In my suspension build, I used stock upper spring plates so I had to make the camber plates higher in order to replicate the height of the stock upper mounts.
The red part is the adapter. I had to design a 20mm spacer to "lift" the camber plate to the correct position. So in my opionion, if you were to use stock upper mounts, you should be about 2cm higher than someone with camber plates (with the coilovers set at the same height). In other words, you will lose about 2cm of the maximum lowering that would theoretically be possible.
Plus my camber plates have an extra plate for caster, that's another 7mm, IIRC. Either way, the camber plates should be about 1/3 the stack height of a stock upper mount, so just that will lower your car about 1.5in, the rest depends on spring length etc.
The red part is the adapter. I had to design a 20mm spacer to "lift" the camber plate to the correct position. So in my opionion, if you were to use stock upper mounts, you should be about 2cm higher than someone with camber plates (with the coilovers set at the same height). In other words, you will lose about 2cm of the maximum lowering that would theoretically be possible.
Plus my camber plates have an extra plate for caster, that's another 7mm, IIRC. Either way, the camber plates should be about 1/3 the stack height of a stock upper mount, so just that will lower your car about 1.5in, the rest depends on spring length etc.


**TRY IT**
Exactly the lines from the start of the data below through the line containing "This screenshot has width=1286, height=481." must be returned, and no others.

[Opening DATA EXTRACTS section]

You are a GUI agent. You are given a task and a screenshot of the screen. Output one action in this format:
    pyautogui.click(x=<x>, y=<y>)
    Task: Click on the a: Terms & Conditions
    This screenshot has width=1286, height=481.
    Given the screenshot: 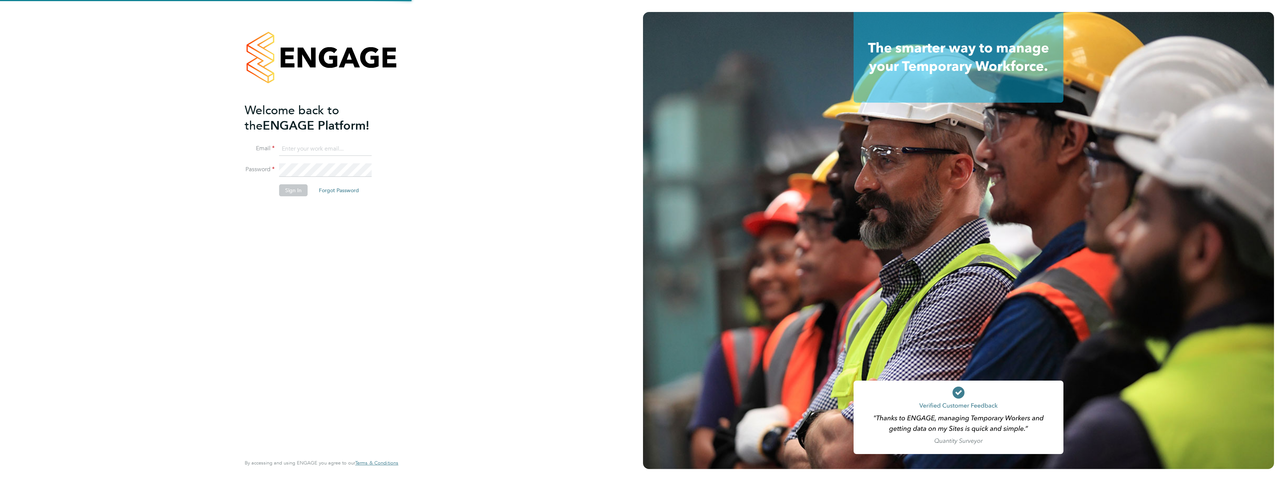 What is the action you would take?
    pyautogui.click(x=377, y=463)
    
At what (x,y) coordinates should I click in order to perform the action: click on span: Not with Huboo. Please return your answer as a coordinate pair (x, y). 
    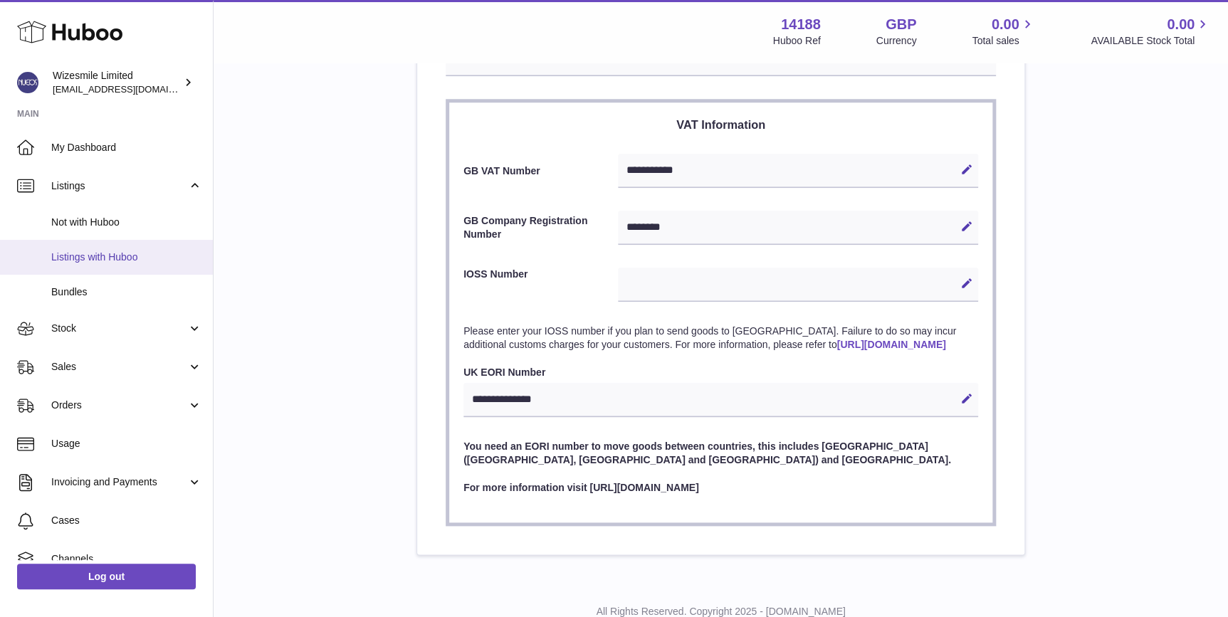
    Looking at the image, I should click on (127, 222).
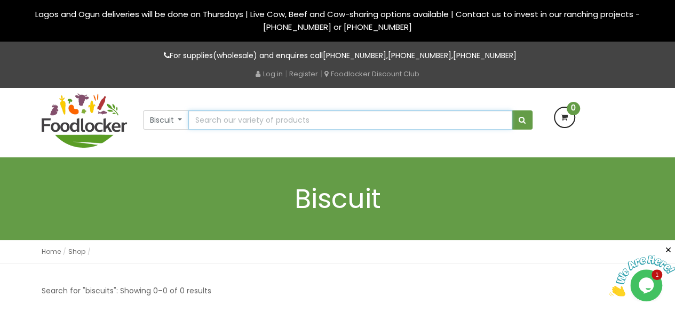 The height and width of the screenshot is (312, 675). What do you see at coordinates (77, 251) in the screenshot?
I see `a: Shop` at bounding box center [77, 251].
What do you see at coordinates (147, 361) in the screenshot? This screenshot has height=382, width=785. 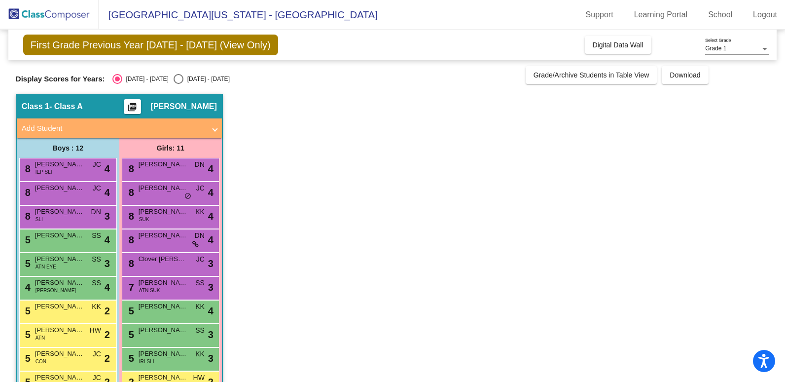 I see `span: IRI SLI` at bounding box center [147, 361].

[Closing DATA EXTRACTS section]

**REPLY TO THE TASK**
You are a GUI agent. You are given a task and a screenshot of the screen. Output one action in this format:
    pyautogui.click(x=<x>, y=<y>)
    Task: Click on the a: Terms & Conditions
    This screenshot has width=1286, height=481.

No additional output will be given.